SBML L3v2 has a lot of changes to UML diagrams contingent on the fact that 'id' and 'name' were moved to SBase, meaning they were removed from being explicitly defined for other elements.
When Mike created the new figures, he colored the box and all the attributes in it red, so that readers know that something has changed--you can't color removed text because it's gone ;-)
However, when Andreas read the spec, this was confusing to him, since he assumed that the red-texted attributes meant that the attributes themselves had changed in some way, when in fact they had not.
As an alternative, Andreas suggested that we color just the UML box itself red if something has been removed from it. Will this work?
It could, but seems like a waste of time for something that has to be changed again anyway. I suggest leaving it as it is.
Wait--when would this have to be changed again? The next time it would be changed would be for L3v3, right?
Right, true :-) I don't really mind either way.
I agree that having the box red if something has been removed will convey a change and if nothing inside the box is red then it means the change means something was removed.
However this will also mean that when perhaps another attribute has changed/been added and so there is red inside the box it will not be clear that something has also been deleted.
What about having a second colour for the box if it has deletions.
So
red box + red inside = only red things have changed
green box = something has been deleted but all other remain same
green box + red inside = red things have changed AND something has been deleted
Note I only suggest this since it seems to me that someone will have to go through all the UML and adjust them anyway.
I do like the idea of differentiating between changed/added vs. changed/removed, but I don't think 'green' will say that to people, especially since green means something different in package spec UML.
What about this: a red box always means something has been removed. Red text always means something has been added or changed. So, red text in a red box means something has been added and something else has been removed; red text in a black box means something has been added; black text in a red box means something has been removed.
I do not mind either way. The people spending their time and effort doing should decide this one.
Contrary to expectations, this turned out to be a relatively simple thing to edit: I've now checked in a version to SVN that uses red boxes for classes with deleted attributes, but leaves the text of the unchanged attributes alone.
There was one issue I made a sort of executive decision on: in l3v1, all required 'id' attributes were written:
id: SId
and now they are written:
id: SId {use=required}
because now each class inherits the 'id' attribute from SBase, and must change it to be required. However, I felt that changing '{use=required}' to be red text would confuse people into thinking that it used to be optional, and now is required, which is not the case at all: zero semantic changes have been made.
I also added a description of what 'red' means in UML diagrams to the section on what red means in general:
"In UML diagrams, a red box is used to indicate a deletion, and red text to indicate a semantic change or addition."
(Hoping to skate under the wire with the 'semantic change' there ;-)
All opinions welcome!
Thank you Lucian for doing that! This makes the specification much easier to understand.
Seems reasonable!
OK, I'm marking this as resolved and closed. I won't add it to the list of changes to the spec (unless someone thinks we should), since it's not a change that actually affects L3v1, but merely how we present the L3v2 changes, which (obviously) have not existed in the past.
However, the changes are now part of SVN, and will be part of the forthcoming L3v2 specification.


_What you need to do_
Can you output the records below exactly as they are written?

---------- Dataset excerpts

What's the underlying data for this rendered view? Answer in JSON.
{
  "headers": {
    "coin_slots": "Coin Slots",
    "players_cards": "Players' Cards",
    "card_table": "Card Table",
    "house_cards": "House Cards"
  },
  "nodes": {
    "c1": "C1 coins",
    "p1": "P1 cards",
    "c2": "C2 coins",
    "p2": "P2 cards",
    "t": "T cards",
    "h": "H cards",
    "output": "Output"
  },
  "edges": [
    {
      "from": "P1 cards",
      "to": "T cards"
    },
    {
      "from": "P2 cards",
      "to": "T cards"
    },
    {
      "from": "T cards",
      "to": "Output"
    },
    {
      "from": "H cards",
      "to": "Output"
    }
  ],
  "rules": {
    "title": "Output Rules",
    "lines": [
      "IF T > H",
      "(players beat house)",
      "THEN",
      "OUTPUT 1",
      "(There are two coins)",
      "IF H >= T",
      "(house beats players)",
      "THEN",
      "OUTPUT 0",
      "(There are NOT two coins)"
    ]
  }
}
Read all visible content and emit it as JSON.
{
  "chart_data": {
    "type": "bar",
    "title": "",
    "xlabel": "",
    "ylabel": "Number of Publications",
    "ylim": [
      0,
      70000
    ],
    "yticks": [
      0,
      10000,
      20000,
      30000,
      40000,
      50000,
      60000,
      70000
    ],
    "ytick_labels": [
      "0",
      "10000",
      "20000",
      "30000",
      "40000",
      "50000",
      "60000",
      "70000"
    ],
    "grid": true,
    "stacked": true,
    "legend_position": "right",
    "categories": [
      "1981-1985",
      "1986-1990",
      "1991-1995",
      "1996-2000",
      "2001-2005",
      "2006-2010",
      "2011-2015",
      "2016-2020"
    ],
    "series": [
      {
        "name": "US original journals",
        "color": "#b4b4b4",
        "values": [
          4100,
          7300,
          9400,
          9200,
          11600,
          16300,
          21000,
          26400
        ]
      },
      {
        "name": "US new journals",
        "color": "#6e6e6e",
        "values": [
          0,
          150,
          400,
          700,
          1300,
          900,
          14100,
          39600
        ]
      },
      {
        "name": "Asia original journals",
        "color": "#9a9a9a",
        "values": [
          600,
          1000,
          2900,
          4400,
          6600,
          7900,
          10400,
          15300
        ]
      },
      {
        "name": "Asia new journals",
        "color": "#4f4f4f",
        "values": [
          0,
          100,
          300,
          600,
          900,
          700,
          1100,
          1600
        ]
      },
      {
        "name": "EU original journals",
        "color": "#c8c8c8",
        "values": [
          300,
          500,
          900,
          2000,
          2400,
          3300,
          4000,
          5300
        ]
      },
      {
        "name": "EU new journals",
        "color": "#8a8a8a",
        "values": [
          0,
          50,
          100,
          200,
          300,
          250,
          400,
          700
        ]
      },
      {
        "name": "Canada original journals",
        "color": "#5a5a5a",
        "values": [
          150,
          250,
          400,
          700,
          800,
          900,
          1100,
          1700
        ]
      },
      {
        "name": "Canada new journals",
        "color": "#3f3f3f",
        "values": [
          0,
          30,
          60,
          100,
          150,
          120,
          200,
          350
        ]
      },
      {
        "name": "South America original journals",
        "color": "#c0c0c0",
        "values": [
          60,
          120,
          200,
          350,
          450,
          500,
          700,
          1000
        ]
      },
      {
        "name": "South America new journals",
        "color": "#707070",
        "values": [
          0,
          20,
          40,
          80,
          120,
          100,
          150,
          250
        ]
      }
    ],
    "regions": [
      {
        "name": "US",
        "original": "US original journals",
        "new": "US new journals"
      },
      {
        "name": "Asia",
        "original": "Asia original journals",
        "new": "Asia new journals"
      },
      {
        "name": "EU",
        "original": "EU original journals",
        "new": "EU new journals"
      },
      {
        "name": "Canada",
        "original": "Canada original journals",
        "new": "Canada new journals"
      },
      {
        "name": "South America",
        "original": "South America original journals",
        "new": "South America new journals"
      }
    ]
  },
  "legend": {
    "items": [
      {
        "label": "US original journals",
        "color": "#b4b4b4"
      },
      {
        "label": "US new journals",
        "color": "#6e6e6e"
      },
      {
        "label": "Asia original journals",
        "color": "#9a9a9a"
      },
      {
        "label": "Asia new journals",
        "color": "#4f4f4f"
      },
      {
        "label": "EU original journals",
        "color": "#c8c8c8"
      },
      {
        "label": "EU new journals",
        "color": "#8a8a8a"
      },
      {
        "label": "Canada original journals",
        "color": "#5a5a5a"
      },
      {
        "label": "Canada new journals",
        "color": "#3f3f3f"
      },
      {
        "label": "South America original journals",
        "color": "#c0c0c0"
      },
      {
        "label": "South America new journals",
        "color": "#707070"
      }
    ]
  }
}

--------------------

_Solution_
What's the underlying data for this rendered view? Answer in JSON.
{
  "headers": {
    "coin_slots": "Coin Slots",
    "players_cards": "Players' Cards",
    "card_table": "Card Table",
    "house_cards": "House Cards"
  },
  "nodes": {
    "c1": "C1 coins",
    "p1": "P1 cards",
    "c2": "C2 coins",
    "p2": "P2 cards",
    "t": "T cards",
    "h": "H cards",
    "output": "Output"
  },
  "edges": [
    {
      "from": "P1 cards",
      "to": "T cards"
    },
    {
      "from": "P2 cards",
      "to": "T cards"
    },
    {
      "from": "T cards",
      "to": "Output"
    },
    {
      "from": "H cards",
      "to": "Output"
    }
  ],
  "rules": {
    "title": "Output Rules",
    "lines": [
      "IF T > H",
      "(players beat house)",
      "THEN",
      "OUTPUT 1",
      "(There are two coins)",
      "IF H >= T",
      "(house beats players)",
      "THEN",
      "OUTPUT 0",
      "(There are NOT two coins)"
    ]
  }
}
Read all visible content and emit it as JSON.
{
  "chart_data": {
    "type": "bar",
    "title": "",
    "xlabel": "",
    "ylabel": "Number of Publications",
    "ylim": [
      0,
      70000
    ],
    "yticks": [
      0,
      10000,
      20000,
      30000,
      40000,
      50000,
      60000,
      70000
    ],
    "ytick_labels": [
      "0",
      "10000",
      "20000",
      "30000",
      "40000",
      "50000",
      "60000",
      "70000"
    ],
    "grid": true,
    "stacked": true,
    "legend_position": "right",
    "categories": [
      "1981-1985",
      "1986-1990",
      "1991-1995",
      "1996-2000",
      "2001-2005",
      "2006-2010",
      "2011-2015",
      "2016-2020"
    ],
    "series": [
      {
        "name": "US original journals",
        "color": "#b4b4b4",
        "values": [
          4100,
          7300,
          9400,
          9200,
          11600,
          16300,
          21000,
          26400
        ]
      },
      {
        "name": "US new journals",
        "color": "#6e6e6e",
        "values": [
          0,
          150,
          400,
          700,
          1300,
          900,
          14100,
          39600
        ]
      },
      {
        "name": "Asia original journals",
        "color": "#9a9a9a",
        "values": [
          600,
          1000,
          2900,
          4400,
          6600,
          7900,
          10400,
          15300
        ]
      },
      {
        "name": "Asia new journals",
        "color": "#4f4f4f",
        "values": [
          0,
          100,
          300,
          600,
          900,
          700,
          1100,
          1600
        ]
      },
      {
        "name": "EU original journals",
        "color": "#c8c8c8",
        "values": [
          300,
          500,
          900,
          2000,
          2400,
          3300,
          4000,
          5300
        ]
      },
      {
        "name": "EU new journals",
        "color": "#8a8a8a",
        "values": [
          0,
          50,
          100,
          200,
          300,
          250,
          400,
          700
        ]
      },
      {
        "name": "Canada original journals",
        "color": "#5a5a5a",
        "values": [
          150,
          250,
          400,
          700,
          800,
          900,
          1100,
          1700
        ]
      },
      {
        "name": "Canada new journals",
        "color": "#3f3f3f",
        "values": [
          0,
          30,
          60,
          100,
          150,
          120,
          200,
          350
        ]
      },
      {
        "name": "South America original journals",
        "color": "#c0c0c0",
        "values": [
          60,
          120,
          200,
          350,
          450,
          500,
          700,
          1000
        ]
      },
      {
        "name": "South America new journals",
        "color": "#707070",
        "values": [
          0,
          20,
          40,
          80,
          120,
          100,
          150,
          250
        ]
      }
    ],
    "regions": [
      {
        "name": "US",
        "original": "US original journals",
        "new": "US new journals"
      },
      {
        "name": "Asia",
        "original": "Asia original journals",
        "new": "Asia new journals"
      },
      {
        "name": "EU",
        "original": "EU original journals",
        "new": "EU new journals"
      },
      {
        "name": "Canada",
        "original": "Canada original journals",
        "new": "Canada new journals"
      },
      {
        "name": "South America",
        "original": "South America original journals",
        "new": "South America new journals"
      }
    ]
  },
  "legend": {
    "items": [
      {
        "label": "US original journals",
        "color": "#b4b4b4"
      },
      {
        "label": "US new journals",
        "color": "#6e6e6e"
      },
      {
        "label": "Asia original journals",
        "color": "#9a9a9a"
      },
      {
        "label": "Asia new journals",
        "color": "#4f4f4f"
      },
      {
        "label": "EU original journals",
        "color": "#c8c8c8"
      },
      {
        "label": "EU new journals",
        "color": "#8a8a8a"
      },
      {
        "label": "Canada original journals",
        "color": "#5a5a5a"
      },
      {
        "label": "Canada new journals",
        "color": "#3f3f3f"
      },
      {
        "label": "South America original journals",
        "color": "#c0c0c0"
      },
      {
        "label": "South America new journals",
        "color": "#707070"
      }
    ]
  }
}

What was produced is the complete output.